The Dungeness B nuclear plant in Kent is to be closed permanently seven years earlier than planned after problems including corrosion rendered it beyond repair.
The decision by EDF, its owner, means that Britain will lose five of its eight nuclear plants within the next three years, removing low-carbon generation capable of supplying ten million homes.
Pro-nuclear groups said that Britain would be forced to rely on gas plants with higher emissions to keep the lights on and warned of an “energy gap” if new reactors were not built.
Dungeness B was capable of powering about two million homes, but it has been offline for maintenance since September 2018 when problems with its pipework were discovered.
EDF has since spent £200 million trying to repair the plant. Although it mended the pipework, it discovered further issues, including corrosion to its boilers, which cannot be replaced.
EDF was repeatedly forced to delay its restart and yesterday said that “new detailed analysis has further highlighted additional station-specific risks within some key components, including parts within the fuel assemblies . . . As a result, EDF has taken a decision not to restart the plant but to move it into the defuelling stage.”
The plant employs about 500 staff and 250 contractors, but EDF said jobs were not at risk at this stage as it would begin defuelling the plant, a process expected to take several years.
EDF, the French state nuclear group, operates all eight of Britain’s nuclear plants, which used to account for about a fifth of energy supplies. That proportion declined in recent years amid safety problems at several plants, including cracks in the graphite cores at Hunterston B and Hinkley Point B that will force both to close by next year, earlier than planned. Two other plants, Heysham 1 and Hartlepool, are due to close by March 2024.
EDF is building a new nuclear plant at Hinkley Point C, but that has been delayed and is not due to start generating until June 2026. It wants to build another new plant at Sizewell in Suffolk.
Dungeness B started generating in 1983 after a difficult construction that began in 1967. Originally due to close in 2008, the plant’s lifespan was initially extended until 2018 then extended once more to 2028.
Tom Greatrex, chief executive of the Nuclear Industry Association, said that the decision “underscores the urgency of investing in new nuclear capacity to hit net zero”.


### About this task:
Print the data below exactly, but only the lines from the one containing "Image is 868x393 pixels." down to the one containing "Image is 868x326 pixels.", inclusive.

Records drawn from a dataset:
━━━━━━━━

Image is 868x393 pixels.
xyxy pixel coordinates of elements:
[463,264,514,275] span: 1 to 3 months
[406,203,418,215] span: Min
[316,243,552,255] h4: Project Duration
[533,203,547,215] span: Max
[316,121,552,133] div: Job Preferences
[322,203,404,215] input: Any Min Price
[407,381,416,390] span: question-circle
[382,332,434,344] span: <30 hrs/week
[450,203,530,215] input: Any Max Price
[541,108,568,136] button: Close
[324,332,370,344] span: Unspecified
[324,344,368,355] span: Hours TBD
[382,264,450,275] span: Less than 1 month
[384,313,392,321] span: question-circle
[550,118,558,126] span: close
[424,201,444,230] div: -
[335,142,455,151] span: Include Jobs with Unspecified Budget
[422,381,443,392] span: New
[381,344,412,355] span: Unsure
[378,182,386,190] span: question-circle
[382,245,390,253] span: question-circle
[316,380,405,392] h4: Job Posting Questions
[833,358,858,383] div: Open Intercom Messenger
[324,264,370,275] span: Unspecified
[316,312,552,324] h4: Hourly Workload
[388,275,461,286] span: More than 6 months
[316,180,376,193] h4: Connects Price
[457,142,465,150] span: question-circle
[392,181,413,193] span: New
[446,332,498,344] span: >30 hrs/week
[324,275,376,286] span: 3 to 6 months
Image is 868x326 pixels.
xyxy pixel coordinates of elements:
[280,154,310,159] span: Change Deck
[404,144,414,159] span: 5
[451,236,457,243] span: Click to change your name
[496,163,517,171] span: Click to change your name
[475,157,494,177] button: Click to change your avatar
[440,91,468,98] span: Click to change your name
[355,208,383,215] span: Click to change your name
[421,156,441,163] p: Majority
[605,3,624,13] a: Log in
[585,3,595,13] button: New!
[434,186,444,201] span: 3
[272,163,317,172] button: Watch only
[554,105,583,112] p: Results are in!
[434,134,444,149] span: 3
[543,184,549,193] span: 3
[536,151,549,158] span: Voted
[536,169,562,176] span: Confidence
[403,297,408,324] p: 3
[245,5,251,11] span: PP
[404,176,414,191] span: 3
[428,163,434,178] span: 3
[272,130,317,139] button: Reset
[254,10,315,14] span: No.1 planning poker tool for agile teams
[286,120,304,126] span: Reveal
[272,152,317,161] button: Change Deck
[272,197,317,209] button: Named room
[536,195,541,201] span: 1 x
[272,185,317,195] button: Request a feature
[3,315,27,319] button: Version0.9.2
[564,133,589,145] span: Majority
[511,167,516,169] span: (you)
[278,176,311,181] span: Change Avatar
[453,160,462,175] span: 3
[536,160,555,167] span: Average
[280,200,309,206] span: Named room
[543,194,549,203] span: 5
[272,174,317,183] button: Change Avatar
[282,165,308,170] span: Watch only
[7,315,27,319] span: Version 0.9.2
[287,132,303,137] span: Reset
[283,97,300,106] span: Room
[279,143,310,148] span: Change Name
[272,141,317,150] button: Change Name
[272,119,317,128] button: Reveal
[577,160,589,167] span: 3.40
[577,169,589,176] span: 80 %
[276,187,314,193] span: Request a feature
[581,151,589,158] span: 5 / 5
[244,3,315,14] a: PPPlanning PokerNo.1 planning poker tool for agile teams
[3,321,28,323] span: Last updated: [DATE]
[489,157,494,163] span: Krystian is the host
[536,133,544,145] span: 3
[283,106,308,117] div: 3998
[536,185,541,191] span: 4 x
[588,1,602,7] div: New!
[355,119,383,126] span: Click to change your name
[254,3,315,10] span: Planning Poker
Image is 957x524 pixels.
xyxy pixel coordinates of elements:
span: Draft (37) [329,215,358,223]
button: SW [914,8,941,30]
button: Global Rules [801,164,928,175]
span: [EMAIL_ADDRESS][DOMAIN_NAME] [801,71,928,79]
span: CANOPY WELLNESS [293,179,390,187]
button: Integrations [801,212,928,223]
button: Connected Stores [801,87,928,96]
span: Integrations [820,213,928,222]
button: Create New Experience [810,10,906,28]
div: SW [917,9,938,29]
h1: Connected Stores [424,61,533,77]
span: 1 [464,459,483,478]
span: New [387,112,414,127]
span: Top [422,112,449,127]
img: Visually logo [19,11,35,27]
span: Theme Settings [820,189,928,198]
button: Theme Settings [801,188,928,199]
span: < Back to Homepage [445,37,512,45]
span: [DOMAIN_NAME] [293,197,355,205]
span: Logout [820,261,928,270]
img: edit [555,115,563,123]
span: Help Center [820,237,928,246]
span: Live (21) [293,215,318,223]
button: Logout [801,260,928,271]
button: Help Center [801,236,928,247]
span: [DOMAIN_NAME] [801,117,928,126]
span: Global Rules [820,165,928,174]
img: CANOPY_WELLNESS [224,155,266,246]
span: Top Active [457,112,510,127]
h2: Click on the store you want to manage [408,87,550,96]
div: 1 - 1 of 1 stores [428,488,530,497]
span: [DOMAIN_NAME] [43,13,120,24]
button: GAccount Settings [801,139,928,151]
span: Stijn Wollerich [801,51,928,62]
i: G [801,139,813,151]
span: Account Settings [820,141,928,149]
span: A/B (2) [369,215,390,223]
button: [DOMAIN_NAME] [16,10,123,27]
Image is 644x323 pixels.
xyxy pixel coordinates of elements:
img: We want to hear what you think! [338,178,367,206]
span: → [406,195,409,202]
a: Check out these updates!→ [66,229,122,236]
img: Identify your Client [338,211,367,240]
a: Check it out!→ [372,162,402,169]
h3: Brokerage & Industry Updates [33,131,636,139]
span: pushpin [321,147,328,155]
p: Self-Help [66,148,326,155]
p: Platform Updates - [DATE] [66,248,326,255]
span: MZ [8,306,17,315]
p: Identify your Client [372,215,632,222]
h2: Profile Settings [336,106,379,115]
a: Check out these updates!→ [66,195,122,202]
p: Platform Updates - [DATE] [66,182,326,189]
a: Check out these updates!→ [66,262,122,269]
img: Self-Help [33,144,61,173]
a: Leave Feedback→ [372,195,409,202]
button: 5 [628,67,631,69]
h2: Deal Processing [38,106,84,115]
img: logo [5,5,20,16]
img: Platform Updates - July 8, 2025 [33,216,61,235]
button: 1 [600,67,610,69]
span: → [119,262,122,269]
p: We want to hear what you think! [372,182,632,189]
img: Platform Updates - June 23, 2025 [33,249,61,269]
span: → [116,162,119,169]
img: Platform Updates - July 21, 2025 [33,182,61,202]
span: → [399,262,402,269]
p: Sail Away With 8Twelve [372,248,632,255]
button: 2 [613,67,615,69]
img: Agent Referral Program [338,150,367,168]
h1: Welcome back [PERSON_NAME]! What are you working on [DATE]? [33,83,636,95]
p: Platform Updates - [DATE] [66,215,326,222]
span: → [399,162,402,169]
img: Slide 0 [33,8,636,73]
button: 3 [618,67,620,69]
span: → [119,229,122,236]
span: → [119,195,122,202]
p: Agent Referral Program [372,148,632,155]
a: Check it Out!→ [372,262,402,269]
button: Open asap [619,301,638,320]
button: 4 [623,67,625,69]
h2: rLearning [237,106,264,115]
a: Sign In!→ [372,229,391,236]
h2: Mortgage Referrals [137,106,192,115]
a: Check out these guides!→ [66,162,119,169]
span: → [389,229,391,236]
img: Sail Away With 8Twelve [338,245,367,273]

━━━━━━━━

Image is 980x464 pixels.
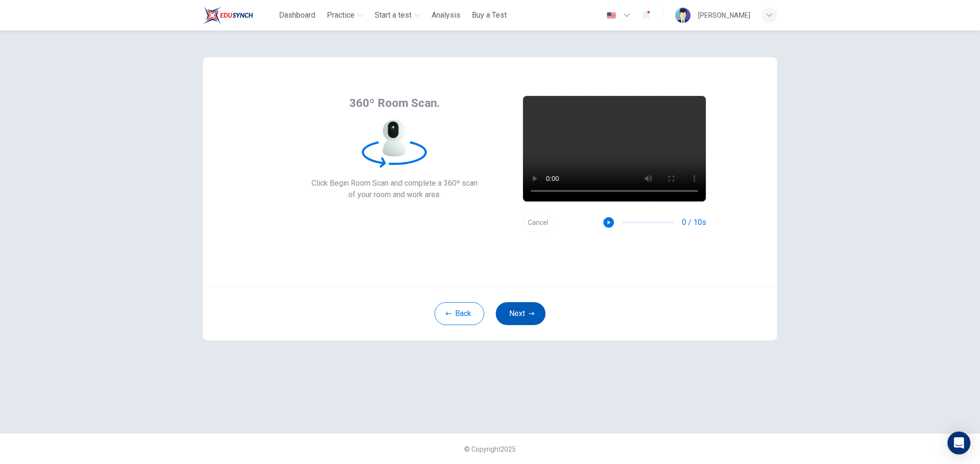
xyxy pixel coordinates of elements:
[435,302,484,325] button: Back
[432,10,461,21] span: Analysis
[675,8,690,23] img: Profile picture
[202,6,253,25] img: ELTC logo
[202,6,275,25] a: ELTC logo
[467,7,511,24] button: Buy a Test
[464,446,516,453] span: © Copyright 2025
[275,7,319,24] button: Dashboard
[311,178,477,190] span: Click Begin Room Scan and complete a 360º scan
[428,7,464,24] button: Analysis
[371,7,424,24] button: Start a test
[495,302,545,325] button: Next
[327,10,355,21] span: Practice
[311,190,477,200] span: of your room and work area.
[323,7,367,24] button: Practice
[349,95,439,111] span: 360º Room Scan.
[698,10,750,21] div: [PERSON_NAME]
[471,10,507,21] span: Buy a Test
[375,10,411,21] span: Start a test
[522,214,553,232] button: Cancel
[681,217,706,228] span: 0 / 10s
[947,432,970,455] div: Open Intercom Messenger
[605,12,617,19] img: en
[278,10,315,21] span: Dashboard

━━━━━━━━

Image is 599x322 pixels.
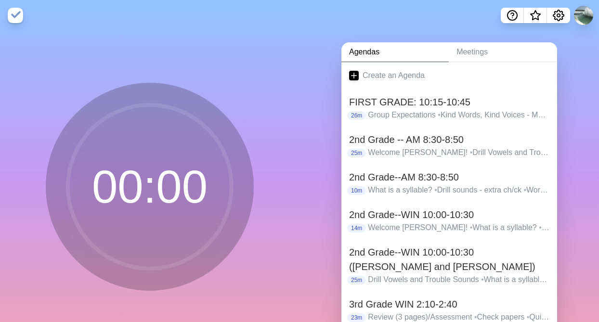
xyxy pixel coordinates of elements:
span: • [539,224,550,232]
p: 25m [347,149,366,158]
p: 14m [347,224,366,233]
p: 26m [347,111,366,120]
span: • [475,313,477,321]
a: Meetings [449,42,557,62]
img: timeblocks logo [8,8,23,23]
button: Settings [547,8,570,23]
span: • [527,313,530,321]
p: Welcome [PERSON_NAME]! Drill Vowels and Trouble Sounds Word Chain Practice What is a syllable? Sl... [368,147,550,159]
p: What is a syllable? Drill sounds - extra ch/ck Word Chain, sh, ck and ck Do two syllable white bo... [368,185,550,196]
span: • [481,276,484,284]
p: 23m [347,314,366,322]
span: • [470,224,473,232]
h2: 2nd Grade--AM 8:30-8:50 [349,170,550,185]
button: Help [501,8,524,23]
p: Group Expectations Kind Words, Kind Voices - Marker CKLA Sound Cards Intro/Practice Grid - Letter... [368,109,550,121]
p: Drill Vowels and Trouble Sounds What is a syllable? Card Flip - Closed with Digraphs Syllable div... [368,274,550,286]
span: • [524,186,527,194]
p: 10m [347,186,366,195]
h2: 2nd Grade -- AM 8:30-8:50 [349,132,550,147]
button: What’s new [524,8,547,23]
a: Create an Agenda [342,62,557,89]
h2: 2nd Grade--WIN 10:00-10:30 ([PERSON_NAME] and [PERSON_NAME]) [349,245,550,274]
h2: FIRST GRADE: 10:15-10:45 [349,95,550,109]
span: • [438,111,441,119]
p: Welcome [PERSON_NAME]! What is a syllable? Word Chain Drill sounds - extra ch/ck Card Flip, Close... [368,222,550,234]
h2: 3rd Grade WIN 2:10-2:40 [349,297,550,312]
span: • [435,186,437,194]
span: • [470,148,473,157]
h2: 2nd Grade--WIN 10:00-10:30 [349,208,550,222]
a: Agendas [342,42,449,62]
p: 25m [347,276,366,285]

━━━━━━━━

### Completed exercise:
Image is 868x393 pixels.
xyxy pixel coordinates of elements:
[463,264,514,275] span: 1 to 3 months
[406,203,418,215] span: Min
[316,243,552,255] h4: Project Duration
[533,203,547,215] span: Max
[316,121,552,133] div: Job Preferences
[322,203,404,215] input: Any Min Price
[407,381,416,390] span: question-circle
[382,332,434,344] span: <30 hrs/week
[450,203,530,215] input: Any Max Price
[541,108,568,136] button: Close
[324,332,370,344] span: Unspecified
[324,344,368,355] span: Hours TBD
[382,264,450,275] span: Less than 1 month
[384,313,392,321] span: question-circle
[550,118,558,126] span: close
[424,201,444,230] div: -
[335,142,455,151] span: Include Jobs with Unspecified Budget
[422,381,443,392] span: New
[381,344,412,355] span: Unsure
[378,182,386,190] span: question-circle
[382,245,390,253] span: question-circle
[316,380,405,392] h4: Job Posting Questions
[833,358,858,383] div: Open Intercom Messenger
[324,264,370,275] span: Unspecified
[316,312,552,324] h4: Hourly Workload
[388,275,461,286] span: More than 6 months
[316,180,376,193] h4: Connects Price
[457,142,465,150] span: question-circle
[392,181,413,193] span: New
[446,332,498,344] span: >30 hrs/week
[324,275,376,286] span: 3 to 6 months
Image is 868x326 pixels.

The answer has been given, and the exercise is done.